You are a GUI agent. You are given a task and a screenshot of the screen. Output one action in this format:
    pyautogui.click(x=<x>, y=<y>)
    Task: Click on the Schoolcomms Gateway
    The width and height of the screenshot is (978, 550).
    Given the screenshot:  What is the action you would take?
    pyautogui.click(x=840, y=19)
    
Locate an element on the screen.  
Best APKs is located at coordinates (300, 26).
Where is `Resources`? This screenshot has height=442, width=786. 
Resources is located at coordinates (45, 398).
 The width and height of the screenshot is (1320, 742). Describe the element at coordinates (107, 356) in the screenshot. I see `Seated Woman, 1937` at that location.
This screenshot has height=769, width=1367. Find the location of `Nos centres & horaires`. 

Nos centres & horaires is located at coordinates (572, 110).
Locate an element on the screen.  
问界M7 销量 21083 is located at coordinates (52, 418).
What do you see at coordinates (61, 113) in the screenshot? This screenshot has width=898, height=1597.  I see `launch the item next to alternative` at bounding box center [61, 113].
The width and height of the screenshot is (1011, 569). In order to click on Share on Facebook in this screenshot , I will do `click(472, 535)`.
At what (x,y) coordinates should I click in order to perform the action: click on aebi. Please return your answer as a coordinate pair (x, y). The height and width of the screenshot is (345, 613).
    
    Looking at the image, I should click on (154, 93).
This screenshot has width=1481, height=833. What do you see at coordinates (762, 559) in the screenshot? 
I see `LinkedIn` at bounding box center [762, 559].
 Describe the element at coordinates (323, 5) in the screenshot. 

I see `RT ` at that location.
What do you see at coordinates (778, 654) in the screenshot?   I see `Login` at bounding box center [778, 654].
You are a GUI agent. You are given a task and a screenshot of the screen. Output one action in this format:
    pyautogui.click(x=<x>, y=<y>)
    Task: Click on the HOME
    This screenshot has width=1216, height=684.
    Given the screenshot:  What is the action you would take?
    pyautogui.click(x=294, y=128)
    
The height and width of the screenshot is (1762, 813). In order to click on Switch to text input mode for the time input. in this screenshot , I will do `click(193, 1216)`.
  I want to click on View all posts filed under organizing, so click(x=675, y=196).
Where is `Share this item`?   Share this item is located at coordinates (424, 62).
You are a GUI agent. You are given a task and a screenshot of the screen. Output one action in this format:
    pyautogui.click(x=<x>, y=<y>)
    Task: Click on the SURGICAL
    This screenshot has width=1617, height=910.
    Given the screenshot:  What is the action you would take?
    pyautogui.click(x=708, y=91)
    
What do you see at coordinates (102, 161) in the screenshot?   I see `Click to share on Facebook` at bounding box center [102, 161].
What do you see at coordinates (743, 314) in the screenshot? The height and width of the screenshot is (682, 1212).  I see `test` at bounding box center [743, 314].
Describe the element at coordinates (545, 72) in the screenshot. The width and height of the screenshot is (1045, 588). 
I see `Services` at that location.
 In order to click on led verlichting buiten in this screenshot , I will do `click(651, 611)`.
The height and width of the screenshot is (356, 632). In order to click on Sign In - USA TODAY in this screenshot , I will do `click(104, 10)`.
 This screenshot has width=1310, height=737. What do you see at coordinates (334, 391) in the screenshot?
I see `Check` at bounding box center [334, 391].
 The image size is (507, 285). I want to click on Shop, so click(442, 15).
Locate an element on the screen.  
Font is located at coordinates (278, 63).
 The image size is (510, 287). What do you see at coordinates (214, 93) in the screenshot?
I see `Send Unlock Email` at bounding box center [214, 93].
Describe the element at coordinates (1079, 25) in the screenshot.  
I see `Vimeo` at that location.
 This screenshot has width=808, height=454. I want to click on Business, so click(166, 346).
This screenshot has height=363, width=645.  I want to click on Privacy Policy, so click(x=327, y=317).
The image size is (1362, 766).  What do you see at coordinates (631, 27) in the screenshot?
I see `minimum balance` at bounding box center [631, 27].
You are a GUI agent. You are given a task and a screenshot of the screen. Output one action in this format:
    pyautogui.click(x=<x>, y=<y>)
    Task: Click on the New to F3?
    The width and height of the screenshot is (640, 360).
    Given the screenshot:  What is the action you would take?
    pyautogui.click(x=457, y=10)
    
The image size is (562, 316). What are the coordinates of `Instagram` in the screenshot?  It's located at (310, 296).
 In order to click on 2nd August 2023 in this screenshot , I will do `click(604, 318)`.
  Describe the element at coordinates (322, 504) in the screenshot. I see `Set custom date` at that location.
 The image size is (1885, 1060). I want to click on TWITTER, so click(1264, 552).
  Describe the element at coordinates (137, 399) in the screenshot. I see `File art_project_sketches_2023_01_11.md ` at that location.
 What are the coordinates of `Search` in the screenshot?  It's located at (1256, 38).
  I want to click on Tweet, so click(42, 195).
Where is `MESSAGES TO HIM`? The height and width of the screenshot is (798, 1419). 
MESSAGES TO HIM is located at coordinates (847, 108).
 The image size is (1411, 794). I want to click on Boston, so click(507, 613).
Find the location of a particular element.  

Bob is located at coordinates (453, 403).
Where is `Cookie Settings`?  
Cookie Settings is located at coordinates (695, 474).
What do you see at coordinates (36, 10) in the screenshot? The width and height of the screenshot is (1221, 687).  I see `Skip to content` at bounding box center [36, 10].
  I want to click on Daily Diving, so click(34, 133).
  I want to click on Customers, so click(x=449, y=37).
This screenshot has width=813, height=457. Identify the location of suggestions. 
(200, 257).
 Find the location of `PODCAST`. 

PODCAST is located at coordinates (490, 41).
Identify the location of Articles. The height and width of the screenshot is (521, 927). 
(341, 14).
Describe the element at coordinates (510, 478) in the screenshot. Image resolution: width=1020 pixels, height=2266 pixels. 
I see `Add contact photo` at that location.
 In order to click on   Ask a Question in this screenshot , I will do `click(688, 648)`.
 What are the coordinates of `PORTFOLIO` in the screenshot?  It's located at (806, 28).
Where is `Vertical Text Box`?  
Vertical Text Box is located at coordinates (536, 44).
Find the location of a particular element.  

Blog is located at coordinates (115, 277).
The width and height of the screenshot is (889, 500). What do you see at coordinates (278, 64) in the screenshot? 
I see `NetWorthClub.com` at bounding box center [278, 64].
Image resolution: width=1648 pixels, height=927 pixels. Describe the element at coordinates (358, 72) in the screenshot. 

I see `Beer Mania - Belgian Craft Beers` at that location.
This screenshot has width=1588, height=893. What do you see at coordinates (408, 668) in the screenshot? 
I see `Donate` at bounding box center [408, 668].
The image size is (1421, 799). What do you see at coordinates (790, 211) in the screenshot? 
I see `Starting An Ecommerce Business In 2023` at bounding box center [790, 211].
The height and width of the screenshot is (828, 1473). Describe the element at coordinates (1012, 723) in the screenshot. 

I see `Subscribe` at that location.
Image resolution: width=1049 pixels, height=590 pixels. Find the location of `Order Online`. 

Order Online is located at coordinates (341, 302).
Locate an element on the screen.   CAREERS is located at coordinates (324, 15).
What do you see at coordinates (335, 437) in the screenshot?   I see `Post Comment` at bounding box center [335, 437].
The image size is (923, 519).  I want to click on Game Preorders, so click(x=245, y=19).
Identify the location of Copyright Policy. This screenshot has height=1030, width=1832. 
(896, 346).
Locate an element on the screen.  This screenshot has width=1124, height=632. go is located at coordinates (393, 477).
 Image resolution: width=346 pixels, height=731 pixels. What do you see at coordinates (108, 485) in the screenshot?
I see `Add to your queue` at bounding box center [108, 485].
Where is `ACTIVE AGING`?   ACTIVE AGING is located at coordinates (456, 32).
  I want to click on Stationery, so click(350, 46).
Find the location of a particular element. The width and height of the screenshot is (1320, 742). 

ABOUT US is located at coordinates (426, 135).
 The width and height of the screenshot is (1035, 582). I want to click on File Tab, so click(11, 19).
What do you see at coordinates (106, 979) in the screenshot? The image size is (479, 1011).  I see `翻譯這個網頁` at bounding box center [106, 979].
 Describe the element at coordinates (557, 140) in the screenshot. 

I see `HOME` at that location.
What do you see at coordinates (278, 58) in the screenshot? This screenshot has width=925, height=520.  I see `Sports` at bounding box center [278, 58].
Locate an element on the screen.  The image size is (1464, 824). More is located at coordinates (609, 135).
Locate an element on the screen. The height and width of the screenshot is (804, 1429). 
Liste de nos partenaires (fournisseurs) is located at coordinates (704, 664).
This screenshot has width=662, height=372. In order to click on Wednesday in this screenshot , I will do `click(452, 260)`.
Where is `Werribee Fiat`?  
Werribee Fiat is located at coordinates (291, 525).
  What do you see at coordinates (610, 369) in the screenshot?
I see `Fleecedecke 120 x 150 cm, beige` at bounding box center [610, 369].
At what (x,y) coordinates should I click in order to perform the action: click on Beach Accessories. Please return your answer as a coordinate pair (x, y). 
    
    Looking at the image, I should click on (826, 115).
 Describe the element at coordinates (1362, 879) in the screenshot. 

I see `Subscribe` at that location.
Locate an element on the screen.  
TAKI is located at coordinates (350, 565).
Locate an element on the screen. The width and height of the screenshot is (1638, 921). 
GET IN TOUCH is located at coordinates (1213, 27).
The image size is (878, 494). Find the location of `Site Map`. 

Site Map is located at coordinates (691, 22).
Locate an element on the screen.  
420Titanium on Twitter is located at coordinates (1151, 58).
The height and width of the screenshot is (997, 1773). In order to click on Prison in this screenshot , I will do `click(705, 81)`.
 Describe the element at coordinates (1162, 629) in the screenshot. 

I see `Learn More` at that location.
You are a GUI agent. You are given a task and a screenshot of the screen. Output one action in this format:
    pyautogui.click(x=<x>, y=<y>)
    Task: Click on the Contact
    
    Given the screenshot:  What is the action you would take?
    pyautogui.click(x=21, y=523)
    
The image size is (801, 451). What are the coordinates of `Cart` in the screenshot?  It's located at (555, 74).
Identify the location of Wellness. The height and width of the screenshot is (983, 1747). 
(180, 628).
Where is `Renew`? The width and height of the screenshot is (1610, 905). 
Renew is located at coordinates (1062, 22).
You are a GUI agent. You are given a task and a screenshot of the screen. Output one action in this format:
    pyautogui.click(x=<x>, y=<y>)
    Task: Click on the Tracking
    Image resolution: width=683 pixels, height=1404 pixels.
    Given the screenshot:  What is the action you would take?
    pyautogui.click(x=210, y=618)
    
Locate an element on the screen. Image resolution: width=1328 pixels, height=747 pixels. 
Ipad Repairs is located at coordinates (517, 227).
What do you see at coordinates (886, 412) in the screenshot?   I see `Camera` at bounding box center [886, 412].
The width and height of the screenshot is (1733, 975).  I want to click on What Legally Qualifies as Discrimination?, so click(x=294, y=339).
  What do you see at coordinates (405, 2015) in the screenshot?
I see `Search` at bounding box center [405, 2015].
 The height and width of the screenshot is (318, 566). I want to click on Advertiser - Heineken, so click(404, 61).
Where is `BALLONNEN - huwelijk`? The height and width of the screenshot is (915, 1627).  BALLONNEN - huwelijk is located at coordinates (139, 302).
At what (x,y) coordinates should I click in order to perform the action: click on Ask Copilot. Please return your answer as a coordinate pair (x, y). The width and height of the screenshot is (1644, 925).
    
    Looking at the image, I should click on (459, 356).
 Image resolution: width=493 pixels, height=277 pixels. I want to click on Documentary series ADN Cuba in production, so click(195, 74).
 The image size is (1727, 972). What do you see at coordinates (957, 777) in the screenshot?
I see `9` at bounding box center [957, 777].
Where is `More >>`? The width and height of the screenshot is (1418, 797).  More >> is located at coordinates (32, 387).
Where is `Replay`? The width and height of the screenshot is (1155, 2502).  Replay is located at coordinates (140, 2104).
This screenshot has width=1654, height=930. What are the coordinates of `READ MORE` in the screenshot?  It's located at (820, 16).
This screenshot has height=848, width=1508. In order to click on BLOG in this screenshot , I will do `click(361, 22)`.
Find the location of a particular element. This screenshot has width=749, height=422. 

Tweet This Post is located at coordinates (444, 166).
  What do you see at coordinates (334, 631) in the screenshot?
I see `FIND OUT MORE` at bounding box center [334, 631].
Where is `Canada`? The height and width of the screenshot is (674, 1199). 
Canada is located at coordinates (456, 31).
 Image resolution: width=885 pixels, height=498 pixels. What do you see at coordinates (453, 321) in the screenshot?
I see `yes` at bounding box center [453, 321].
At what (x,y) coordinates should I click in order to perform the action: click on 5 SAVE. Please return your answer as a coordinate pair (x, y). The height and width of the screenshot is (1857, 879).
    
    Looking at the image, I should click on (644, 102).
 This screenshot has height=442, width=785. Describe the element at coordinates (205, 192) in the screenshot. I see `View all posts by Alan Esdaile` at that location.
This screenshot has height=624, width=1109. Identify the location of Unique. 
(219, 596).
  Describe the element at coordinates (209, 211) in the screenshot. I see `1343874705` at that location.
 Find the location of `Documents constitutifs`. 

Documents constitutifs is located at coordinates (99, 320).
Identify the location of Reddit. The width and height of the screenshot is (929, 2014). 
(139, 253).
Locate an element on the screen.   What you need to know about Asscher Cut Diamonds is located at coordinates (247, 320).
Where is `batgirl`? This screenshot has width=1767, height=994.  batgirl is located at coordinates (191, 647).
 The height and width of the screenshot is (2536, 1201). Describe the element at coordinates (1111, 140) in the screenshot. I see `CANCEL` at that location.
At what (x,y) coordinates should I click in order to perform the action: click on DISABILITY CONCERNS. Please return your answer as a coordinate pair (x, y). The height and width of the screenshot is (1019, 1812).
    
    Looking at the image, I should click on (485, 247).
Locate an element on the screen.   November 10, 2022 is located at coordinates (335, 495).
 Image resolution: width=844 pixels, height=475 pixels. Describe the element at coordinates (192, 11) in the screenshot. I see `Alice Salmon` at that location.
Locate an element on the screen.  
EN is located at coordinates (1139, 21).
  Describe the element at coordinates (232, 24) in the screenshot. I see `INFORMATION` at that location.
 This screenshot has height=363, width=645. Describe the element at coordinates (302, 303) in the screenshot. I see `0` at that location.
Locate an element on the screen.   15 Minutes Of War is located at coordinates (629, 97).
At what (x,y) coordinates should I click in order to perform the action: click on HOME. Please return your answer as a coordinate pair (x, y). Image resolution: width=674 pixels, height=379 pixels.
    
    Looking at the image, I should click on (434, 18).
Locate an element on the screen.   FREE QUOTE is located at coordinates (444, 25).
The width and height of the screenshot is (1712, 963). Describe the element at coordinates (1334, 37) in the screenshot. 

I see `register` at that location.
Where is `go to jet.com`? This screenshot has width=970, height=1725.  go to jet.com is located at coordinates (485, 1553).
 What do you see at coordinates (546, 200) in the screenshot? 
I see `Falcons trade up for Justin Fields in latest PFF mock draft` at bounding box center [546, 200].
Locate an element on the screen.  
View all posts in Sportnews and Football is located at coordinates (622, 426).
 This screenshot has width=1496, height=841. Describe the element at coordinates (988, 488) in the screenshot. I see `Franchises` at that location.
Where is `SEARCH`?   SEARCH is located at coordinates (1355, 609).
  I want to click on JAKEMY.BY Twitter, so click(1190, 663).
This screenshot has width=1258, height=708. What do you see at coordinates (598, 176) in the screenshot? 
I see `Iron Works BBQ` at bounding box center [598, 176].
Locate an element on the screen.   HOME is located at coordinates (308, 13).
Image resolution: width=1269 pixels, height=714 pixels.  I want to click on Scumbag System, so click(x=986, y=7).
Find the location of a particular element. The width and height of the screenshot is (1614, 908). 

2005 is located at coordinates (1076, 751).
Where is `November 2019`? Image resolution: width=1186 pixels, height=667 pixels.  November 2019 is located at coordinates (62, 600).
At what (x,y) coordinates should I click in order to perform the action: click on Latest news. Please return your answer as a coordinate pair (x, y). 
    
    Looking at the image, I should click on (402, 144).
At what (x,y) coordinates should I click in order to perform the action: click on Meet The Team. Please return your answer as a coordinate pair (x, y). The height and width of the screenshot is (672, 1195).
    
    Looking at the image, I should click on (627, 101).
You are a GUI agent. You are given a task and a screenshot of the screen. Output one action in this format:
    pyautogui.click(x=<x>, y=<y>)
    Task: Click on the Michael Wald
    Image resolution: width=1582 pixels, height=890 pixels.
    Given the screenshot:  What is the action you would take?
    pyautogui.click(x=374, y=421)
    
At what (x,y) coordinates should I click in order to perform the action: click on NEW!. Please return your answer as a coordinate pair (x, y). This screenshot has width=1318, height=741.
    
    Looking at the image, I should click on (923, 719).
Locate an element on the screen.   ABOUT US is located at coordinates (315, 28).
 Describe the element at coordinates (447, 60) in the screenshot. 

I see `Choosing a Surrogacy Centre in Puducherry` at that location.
——
Each line above that contains the string "Facebook" counts once; give the number of such lines and nothing more.

OUTPUT OF THE TASK
2